S.I. Rosenbaum’s Input piece on Thomas Buchler and his Torah program TropeTrainer is fascinating and sad, and I recommend the whole thing; here I’ll excerpt some particularly Hattic bits:
One day — Zucker doesn’t remember exactly when, but it must have been in 1998 or 1999 — Buchler approached him about a project he was working on. He was creating software, he said, that would teach people to chant Torah. […] In the 1970s, home-recorded cassette tapes had been a huge technological innovation in teaching Torah: No longer did students have to study for hours with an older, learned Jewish adult; they could take home a cassette and learn from that. Some rabbis felt that this made the transmission of Torah an automated, machine-based experience; they worried the personal connection between generations would be sacrificed in the name of convenience.
For Buchler, however, the tape wasn’t convenient enough. There had to be a better way than winding and rewinding a cassette, he thought, and as an experienced software engineer he set out to create one. But in order to do so, he first had to learn a code much older than any he was familiar with.

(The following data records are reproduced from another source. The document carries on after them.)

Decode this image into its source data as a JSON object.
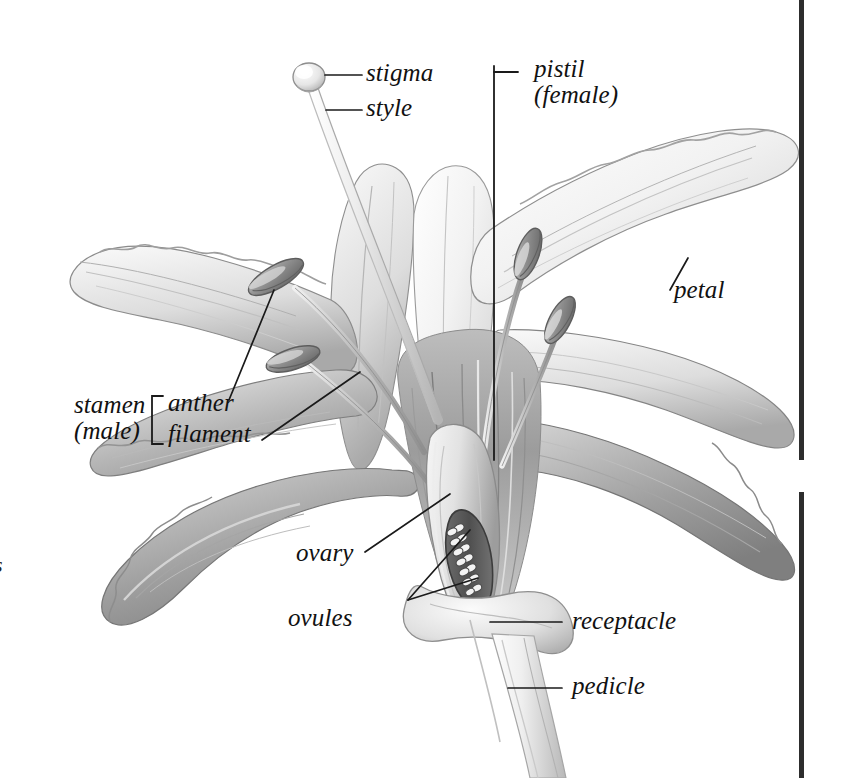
{
  "diagram": {
    "background_color": "#ffffff",
    "ink_color": "#111111",
    "leader_line_color": "#1a1a1a"
  },
  "labels": {
    "stigma": "stigma",
    "style": "style",
    "pistil_line1": "pistil",
    "pistil_line2": "(female)",
    "petal": "petal",
    "stamen_line1": "stamen",
    "stamen_line2": "(male)",
    "anther": "anther",
    "filament": "filament",
    "ovary": "ovary",
    "ovules": "ovules",
    "receptacle": "receptacle",
    "pedicle": "pedicle"
  },
  "edge_fragment": "s",
  "anatomy": {
    "petal_count_visible": 6,
    "anther_count_visible": 4,
    "ovule_count_visible": 18
  },
  "palette": {
    "petal_light": "#fbfbfb",
    "petal_mid": "#d6d6d6",
    "petal_shadow": "#9b9b9b",
    "petal_deep_shadow": "#7d7d7d",
    "anther_fill": "#9a9a9a",
    "anther_dark": "#6f6f6f",
    "ovary_dark": "#5f5f5f",
    "ovule_fill": "#f4f4f4",
    "rule_black": "#2a2a2a"
  }
}
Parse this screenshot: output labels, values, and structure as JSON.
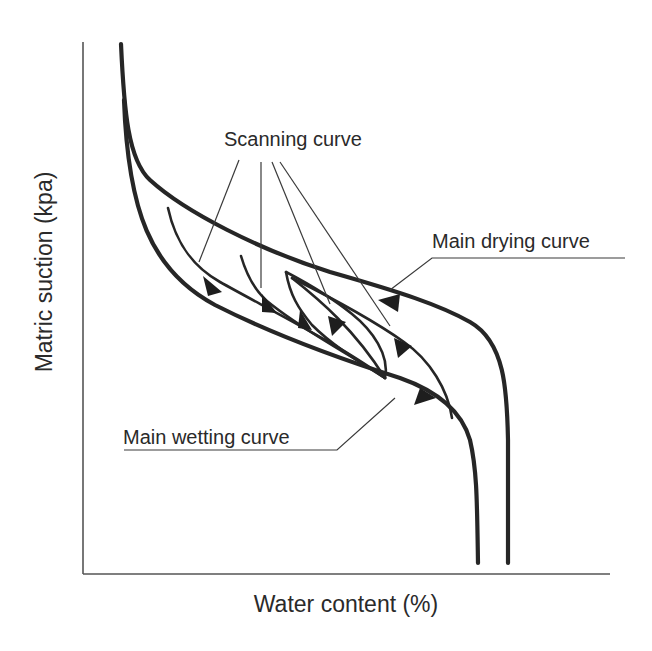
{
  "figure": {
    "type": "soil-water characteristic curve hysteresis diagram",
    "x_axis_label": "Water content (%)",
    "y_axis_label": "Matric suction  (kpa)",
    "annotations": {
      "scanning_curve": "Scanning curve",
      "main_drying_curve": "Main drying curve",
      "main_wetting_curve": "Main wetting curve"
    },
    "curves": [
      {
        "name": "Main drying curve",
        "role": "outer boundary curve",
        "arrow_direction": "toward lower water content (drying)"
      },
      {
        "name": "Main wetting curve",
        "role": "inner boundary curve",
        "arrow_direction": "toward higher water content (wetting)"
      },
      {
        "name": "Scanning curve",
        "count": 5,
        "role": "intermediate paths between main curves"
      }
    ],
    "colors": {
      "curve": "#262626",
      "axis": "#555555",
      "text": "#2a2a2a",
      "background": "#ffffff"
    }
  }
}
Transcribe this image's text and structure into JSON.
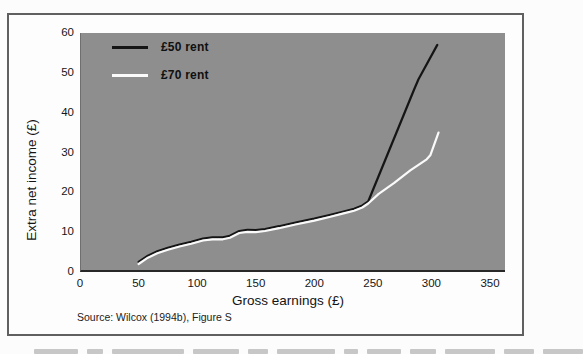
{
  "figure": {
    "y_axis_title": "Extra net income (£)",
    "x_axis_title": "Gross earnings (£)",
    "source": "Source: Wilcox (1994b), Figure S"
  },
  "chart_data": {
    "type": "line",
    "title": "",
    "xlabel": "Gross earnings (£)",
    "ylabel": "Extra net income (£)",
    "xlim": [
      0,
      350
    ],
    "ylim": [
      0,
      60
    ],
    "x_ticks": [
      0,
      50,
      100,
      150,
      200,
      250,
      300,
      350
    ],
    "y_ticks": [
      0,
      10,
      20,
      30,
      40,
      50,
      60
    ],
    "grid": false,
    "legend_position": "top-left",
    "plot_bg_color": "#8e8e8e",
    "frame_border_color": "#606060",
    "series": [
      {
        "name": "£50 rent",
        "color": "#151515",
        "points": [
          [
            50,
            2.5
          ],
          [
            58,
            4.1
          ],
          [
            66,
            5.2
          ],
          [
            75,
            6.1
          ],
          [
            85,
            6.9
          ],
          [
            95,
            7.6
          ],
          [
            105,
            8.4
          ],
          [
            113,
            8.7
          ],
          [
            122,
            8.7
          ],
          [
            128,
            9.1
          ],
          [
            136,
            10.3
          ],
          [
            143,
            10.6
          ],
          [
            150,
            10.5
          ],
          [
            158,
            10.8
          ],
          [
            170,
            11.5
          ],
          [
            185,
            12.5
          ],
          [
            200,
            13.4
          ],
          [
            213,
            14.3
          ],
          [
            225,
            15.2
          ],
          [
            234,
            15.9
          ],
          [
            241,
            16.7
          ],
          [
            246,
            17.7
          ],
          [
            285,
            45.7
          ],
          [
            289,
            48.4
          ],
          [
            305,
            57
          ]
        ]
      },
      {
        "name": "£70 rent",
        "color": "#fafafa",
        "points": [
          [
            50,
            2.0
          ],
          [
            58,
            3.6
          ],
          [
            66,
            4.7
          ],
          [
            75,
            5.6
          ],
          [
            85,
            6.4
          ],
          [
            95,
            7.1
          ],
          [
            105,
            7.9
          ],
          [
            113,
            8.2
          ],
          [
            122,
            8.2
          ],
          [
            128,
            8.6
          ],
          [
            136,
            9.8
          ],
          [
            143,
            10.1
          ],
          [
            150,
            10.0
          ],
          [
            158,
            10.3
          ],
          [
            170,
            11.0
          ],
          [
            185,
            12.0
          ],
          [
            200,
            12.9
          ],
          [
            213,
            13.8
          ],
          [
            225,
            14.7
          ],
          [
            234,
            15.4
          ],
          [
            241,
            16.2
          ],
          [
            246,
            17.2
          ],
          [
            255,
            19.6
          ],
          [
            268,
            22.3
          ],
          [
            282,
            25.5
          ],
          [
            296,
            28.3
          ],
          [
            299,
            29.3
          ],
          [
            306,
            35
          ]
        ]
      }
    ],
    "source": "Source: Wilcox (1994b), Figure S"
  }
}
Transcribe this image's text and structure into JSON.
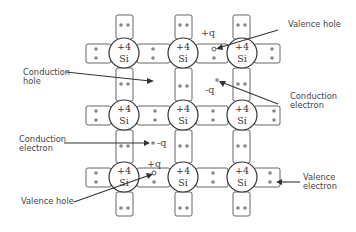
{
  "diagram": {
    "atom": {
      "charge_label": "+4",
      "symbol": "Si"
    },
    "grid": {
      "columns_x": [
        124,
        183,
        241
      ],
      "rows_y": [
        53,
        115,
        177
      ],
      "radius": 15
    },
    "labels": {
      "valence_hole_top": "Valence hole",
      "conduction_hole_line1": "Conduction",
      "conduction_hole_line2": "hole",
      "conduction_electron_right_line1": "Conduction",
      "conduction_electron_right_line2": "electron",
      "conduction_electron_left_line1": "Conduction",
      "conduction_electron_left_line2": "electron",
      "valence_hole_bottom": "Valence hole",
      "valence_electron_line1": "Valence",
      "valence_electron_line2": "electron"
    },
    "charges": {
      "plus_top": "+q",
      "minus_center": "-q",
      "minus_left": "-q",
      "plus_bottom": "+q"
    }
  }
}
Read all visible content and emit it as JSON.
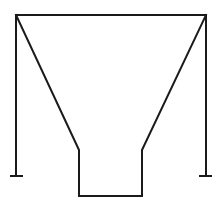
{
  "diagram": {
    "type": "line-drawing",
    "stroke_color": "#1a1a1a",
    "background_color": "#ffffff",
    "stroke_width": 2,
    "top_rim": {
      "x1": 16,
      "y1": 15,
      "x2": 206,
      "y2": 15
    },
    "left_post": {
      "x": 16,
      "y1": 15,
      "y2": 176,
      "foot_x1": 11,
      "foot_x2": 22
    },
    "right_post": {
      "x": 206,
      "y1": 15,
      "y2": 176,
      "foot_x1": 200,
      "foot_x2": 211
    },
    "funnel_outline_points": "16,15 79,150 79,196 142,196 142,150 206,15"
  }
}
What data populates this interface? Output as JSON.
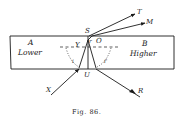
{
  "figure": {
    "caption": "Fig. 86.",
    "regions": {
      "left": {
        "letter": "A",
        "label": "Lower"
      },
      "right": {
        "letter": "B",
        "label": "Higher"
      }
    },
    "points": {
      "S": "S",
      "O": "O",
      "U": "U",
      "Y": "Y",
      "T": "T",
      "M": "M",
      "X": "X",
      "R": "R"
    },
    "angle_labels": {
      "left": "i",
      "right": "i'",
      "top": "r"
    }
  }
}
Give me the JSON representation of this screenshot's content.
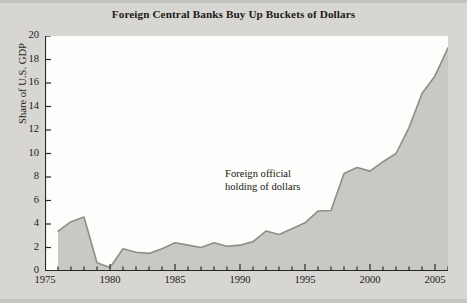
{
  "figure": {
    "title": "Foreign Central Banks Buy Up Buckets of Dollars",
    "background_color": "#d7d6d2",
    "plot_background_color": "#fdfdfb",
    "area_fill_color": "#c8c8c4",
    "line_color": "#8e8e88",
    "axis_color": "#2b2926"
  },
  "annotation": {
    "text": "Foreign official\nholding of dollars"
  },
  "axes": {
    "y_title": "Share of U.S. GDP",
    "y_ticks": [
      "0",
      "2",
      "4",
      "6",
      "8",
      "10",
      "12",
      "14",
      "16",
      "18",
      "20"
    ],
    "x_ticks": [
      "1975",
      "1980",
      "1985",
      "1990",
      "1995",
      "2000",
      "2005"
    ]
  },
  "chart_data": {
    "type": "area",
    "title": "Foreign Central Banks Buy Up Buckets of Dollars",
    "xlabel": "",
    "ylabel": "Share of U.S. GDP",
    "xlim": [
      1975,
      2006
    ],
    "ylim": [
      0,
      20
    ],
    "grid": false,
    "legend_position": "none",
    "annotations": [
      {
        "text": "Foreign official holding of dollars",
        "x": 1992,
        "y": 8.2
      }
    ],
    "series": [
      {
        "name": "Foreign official holding of dollars",
        "x": [
          1976,
          1977,
          1978,
          1979,
          1980,
          1981,
          1982,
          1983,
          1984,
          1985,
          1986,
          1987,
          1988,
          1989,
          1990,
          1991,
          1992,
          1993,
          1994,
          1995,
          1996,
          1997,
          1998,
          1999,
          2000,
          2001,
          2002,
          2003,
          2004,
          2005,
          2006
        ],
        "values": [
          3.4,
          4.2,
          4.6,
          0.7,
          0.3,
          1.9,
          1.6,
          1.5,
          1.9,
          2.4,
          2.2,
          2.0,
          2.4,
          2.1,
          2.2,
          2.5,
          3.4,
          3.1,
          3.6,
          4.1,
          5.1,
          5.15,
          8.3,
          8.8,
          8.5,
          9.3,
          10.0,
          12.2,
          15.1,
          16.6,
          19.0
        ]
      }
    ]
  }
}
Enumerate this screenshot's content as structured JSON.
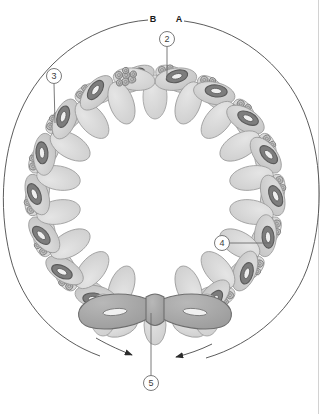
{
  "figure": {
    "background_color": "#ffffff",
    "border_color": "#d2d2d2",
    "geometry": {
      "center_x": 155,
      "center_y": 195,
      "ring_radius": 118,
      "subunit_count": 18,
      "outer_arc_radius": 152
    },
    "palette": {
      "lobe_fill": "#cfcfcf",
      "lobe_fill_light": "#d8d8d8",
      "lobe_stroke": "#9a9a9a",
      "torus_fill": "#7d7d7d",
      "torus_stroke": "#5a5a5a",
      "bead_fill": "#b4b4b4",
      "bead_stroke": "#7a7a7a",
      "highlight_fill": "#a9a9a9",
      "highlight_stroke": "#6e6e6e",
      "arc_stroke": "#4a4a4a",
      "callout_stroke": "#6b6b6b",
      "label_text": "#1a1a1a"
    }
  },
  "letter_labels": [
    {
      "id": "label-b",
      "text": "B",
      "x": 153,
      "y": 22
    },
    {
      "id": "label-a",
      "text": "A",
      "x": 179,
      "y": 22
    }
  ],
  "callouts": [
    {
      "id": "callout-2",
      "number": "2",
      "circle_x": 167,
      "circle_y": 39,
      "circle_r": 7.5,
      "line_x1": 167,
      "line_y1": 46.5,
      "line_x2": 167,
      "line_y2": 78,
      "target": "lobe-domain"
    },
    {
      "id": "callout-3",
      "number": "3",
      "circle_x": 54,
      "circle_y": 76,
      "circle_r": 7.5,
      "line_x1": 54,
      "line_y1": 83.5,
      "line_x2": 55,
      "line_y2": 123,
      "target": "torus-ring"
    },
    {
      "id": "callout-4",
      "number": "4",
      "circle_x": 222,
      "circle_y": 243,
      "circle_r": 7.5,
      "line_x1": 229.5,
      "line_y1": 243,
      "line_x2": 271,
      "line_y2": 243,
      "target": "bead-cluster"
    },
    {
      "id": "callout-5",
      "number": "5",
      "circle_x": 151,
      "circle_y": 383,
      "circle_r": 7.5,
      "line_x1": 151,
      "line_y1": 375.5,
      "line_x2": 151,
      "line_y2": 313,
      "target": "highlighted-subunit"
    }
  ],
  "arrows": [
    {
      "id": "arc-arrow-b",
      "label": "B",
      "direction": "clockwise",
      "head_x": 134,
      "head_y": 353,
      "head_angle": 25
    },
    {
      "id": "arc-arrow-a",
      "label": "A",
      "direction": "counterclockwise",
      "head_x": 172,
      "head_y": 356,
      "head_angle": 205
    }
  ]
}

Every written word or short phrase in the Torah is assigned one of a body of musical motifs, known collectively as cantillation or trope in English, or ta’amim in Hebrew. The words of this text had been written down, in the consonant-only Hebrew alphabet, by sometime around 400 to 600 BCE; but as the musical component continued to develop, it remained an entirely oral tradition. As more written texts were added to the Jewish sacred canon, they, too, were set to trope and sung aloud.